Lynne Cheney’s James Madison is as fluid, insightful, and readable as anything I have picked up so far this year. It is time, she declares in the prologue, “to clear away misconceptions about Madison, brush off cobwebs that have accumulated around his achievements, and seek a deeper understanding of the man who did more than any other to conceive and establish the nation we know.” She delivers. Pulitzer Prize-winning historian Gordon S. Wood wrote in the New York Times Book Review that James Madison is the best biography of this Founding Father in 40 years.

Stokely: A Life

Stokely Carmichael was a charismatic firebrand who pushed the civil rights movement from the nonviolent resistance of the ’60s to the Black Power of the ’70s, changed his name to Kwame Ture, and spent the last three decades of his life in West Africa. Peniel E. Joseph’s Stokely: A Life is an unflinching look at an unflinching man.
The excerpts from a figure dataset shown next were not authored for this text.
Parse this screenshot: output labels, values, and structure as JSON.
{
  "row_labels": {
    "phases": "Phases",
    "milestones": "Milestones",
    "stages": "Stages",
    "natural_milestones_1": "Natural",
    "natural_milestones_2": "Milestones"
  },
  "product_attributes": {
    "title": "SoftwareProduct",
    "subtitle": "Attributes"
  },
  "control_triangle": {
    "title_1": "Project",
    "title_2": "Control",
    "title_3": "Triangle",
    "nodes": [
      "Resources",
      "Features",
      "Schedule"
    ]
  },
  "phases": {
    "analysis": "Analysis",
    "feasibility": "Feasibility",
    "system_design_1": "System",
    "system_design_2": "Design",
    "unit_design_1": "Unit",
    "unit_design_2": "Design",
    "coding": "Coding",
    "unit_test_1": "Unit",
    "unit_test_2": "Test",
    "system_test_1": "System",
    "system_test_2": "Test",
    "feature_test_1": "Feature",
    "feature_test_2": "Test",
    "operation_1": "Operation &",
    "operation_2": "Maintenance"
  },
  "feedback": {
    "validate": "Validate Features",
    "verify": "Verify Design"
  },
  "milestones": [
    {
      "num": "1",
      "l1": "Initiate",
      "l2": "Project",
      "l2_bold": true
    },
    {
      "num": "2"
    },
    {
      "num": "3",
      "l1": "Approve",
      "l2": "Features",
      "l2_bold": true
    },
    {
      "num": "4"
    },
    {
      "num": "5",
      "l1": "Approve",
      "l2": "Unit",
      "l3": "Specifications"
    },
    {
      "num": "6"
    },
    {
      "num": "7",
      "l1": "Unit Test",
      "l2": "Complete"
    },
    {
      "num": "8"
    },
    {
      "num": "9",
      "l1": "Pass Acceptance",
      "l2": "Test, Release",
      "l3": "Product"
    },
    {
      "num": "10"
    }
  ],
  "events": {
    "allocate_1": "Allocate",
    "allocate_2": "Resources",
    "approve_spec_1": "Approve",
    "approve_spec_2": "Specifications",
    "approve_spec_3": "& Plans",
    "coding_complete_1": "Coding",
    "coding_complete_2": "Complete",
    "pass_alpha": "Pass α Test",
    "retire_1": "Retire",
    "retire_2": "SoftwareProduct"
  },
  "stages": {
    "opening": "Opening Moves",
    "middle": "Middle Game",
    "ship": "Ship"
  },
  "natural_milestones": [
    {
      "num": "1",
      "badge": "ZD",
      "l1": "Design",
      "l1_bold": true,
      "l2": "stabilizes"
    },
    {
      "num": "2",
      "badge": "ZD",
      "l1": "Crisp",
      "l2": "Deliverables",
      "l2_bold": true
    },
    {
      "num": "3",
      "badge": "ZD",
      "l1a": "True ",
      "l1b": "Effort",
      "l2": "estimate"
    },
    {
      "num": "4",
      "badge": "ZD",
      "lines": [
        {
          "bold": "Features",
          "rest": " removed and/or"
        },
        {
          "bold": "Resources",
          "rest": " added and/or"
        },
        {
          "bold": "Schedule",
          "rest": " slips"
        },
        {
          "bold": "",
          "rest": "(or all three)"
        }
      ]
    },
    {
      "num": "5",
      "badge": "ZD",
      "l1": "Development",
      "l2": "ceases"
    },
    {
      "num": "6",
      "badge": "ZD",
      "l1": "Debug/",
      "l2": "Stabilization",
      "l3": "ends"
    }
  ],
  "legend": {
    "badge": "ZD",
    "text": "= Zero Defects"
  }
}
Boston Globe: “In this passionate, thoughtful new biography, historian Peniel E. Joseph seeks to reintroduce Carmichael and reposition his legacy.”
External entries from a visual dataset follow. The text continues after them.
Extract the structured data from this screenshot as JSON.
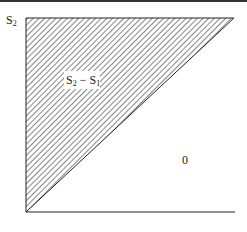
{
  "diagram": {
    "axis_label_y": {
      "base": "S",
      "sub": "2"
    },
    "region_upper": {
      "left": {
        "base": "S",
        "sub": "2"
      },
      "op": " − ",
      "right": {
        "base": "S",
        "sub": "1"
      }
    },
    "region_lower": "0",
    "colors": {
      "line": "#222222",
      "hatch": "#333333",
      "background": "#ffffff",
      "topbar": "#333333"
    }
  }
}
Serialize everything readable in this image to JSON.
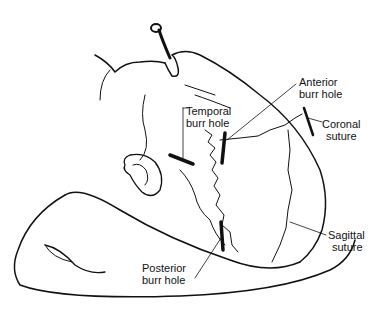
{
  "figure": {
    "labels": {
      "anterior": [
        "Anterior",
        "burr hole"
      ],
      "temporal": [
        "Temporal",
        "burr hole"
      ],
      "coronal": [
        "Coronal",
        "suture"
      ],
      "sagittal": [
        "Sagittal",
        "suture"
      ],
      "posterior": [
        "Posterior",
        "burr hole"
      ]
    },
    "colors": {
      "ink": "#111111",
      "background": "#ffffff"
    }
  }
}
John Quincy Adams: American Visionary

Our sixth president should get a bit more credit as a biography subject: John Quincy Adams may not crack the presidential A-list, but he had a long and interesting career as a diplomat, United States senator, and then—after he was president—served in the U.S. House of Representatives, where he dramatically collapsed and died at age 80. Washington Post: “There is much to praise in this extensively researched book, which is certainly one of the finest biographies of a sadly underrated man.” New York Times Book Review called Fred Kaplan’s biography “a valuable book about an important American figure.”
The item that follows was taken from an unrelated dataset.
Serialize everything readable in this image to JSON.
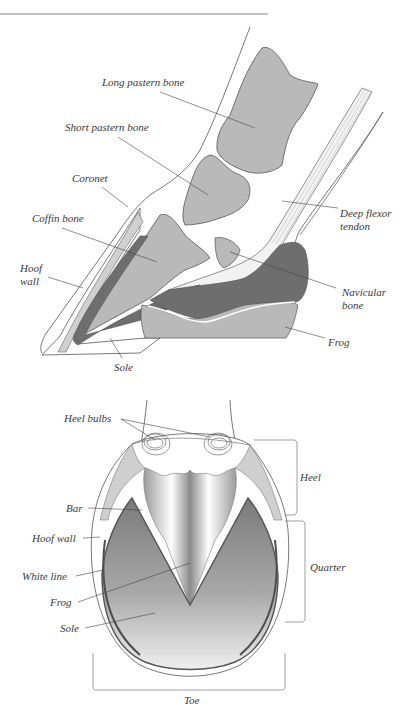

Louis Armstrong, Master of Modernism

The first volume of jazz historian Thomas Brothers’s biography of Louis Armstrong covered the legendary singer/trumpeter’s life to age 21. The second volume, Louis Armstrong, Master of Modernism, takes that story through the next decade and—as with the earlier book—is as much about race and music in America in the first half of the 20th century as it is about Armstrong. Financial Times: “Brothers captures the complexities of Armstrong’s world from the outset” and crafts “a rounded, rigorous, vivid portrait.”

Yet to come…

Here are the most buzz-worthy biographies publishing between now and the end of 2014:

July:

Fierce Patriot: The Tangled Lives of William Tecumseh Sherman by Robert L. O’Connell (Random House); Michelangelo: A Life in Six Masterpieces (Simon & Schuster).

August:

Beethoven: Anguish and Triumph (Houghton Mifflin Harcourt); Bolano: A Biography by Monical Maristain (Melville House)

September:

America’s Pastor: Billy Graham and the Shaping of a Nation by Grant Wacker (Belknap); Eisenhower: A Life by Paul Johnson (Viking).

October:

The Return of George Washington: How the United States Was Reborn by Edward J. Larson (William Morrow); Embattled Rebel: Jefferson Davis as Commander in Chief by James M. McPherson (Penguin Press); Goebbels: A Biography by Peter Longerich (Random House); Stalin: Volume I: Paradoxes of Power, 1878-1928 by Stephen Kotkin (Penguin Press); George Marshall by Debi Unger and Irwin Unger (Harper); Breaking In: The Rise of Sonia Sotomayor and the Politics of Justice by Joan Biskupic (Sarah Crichton).

November: Respect: The Life of Aretha Franklin by David Ritz (Little, Brown); Napoleon: A Life by Andrew Roberts (Viking); Elvis Presley: A Southern Life (Oxford); Victoria: A Life by A. N. Wilson (Penguin Press); Penelope Fitzgerald: A Life by Hermione Lee (Knopf); On His Own Terms: A Life of Nelson Rockefeller by Richard Norton Smith (Random House).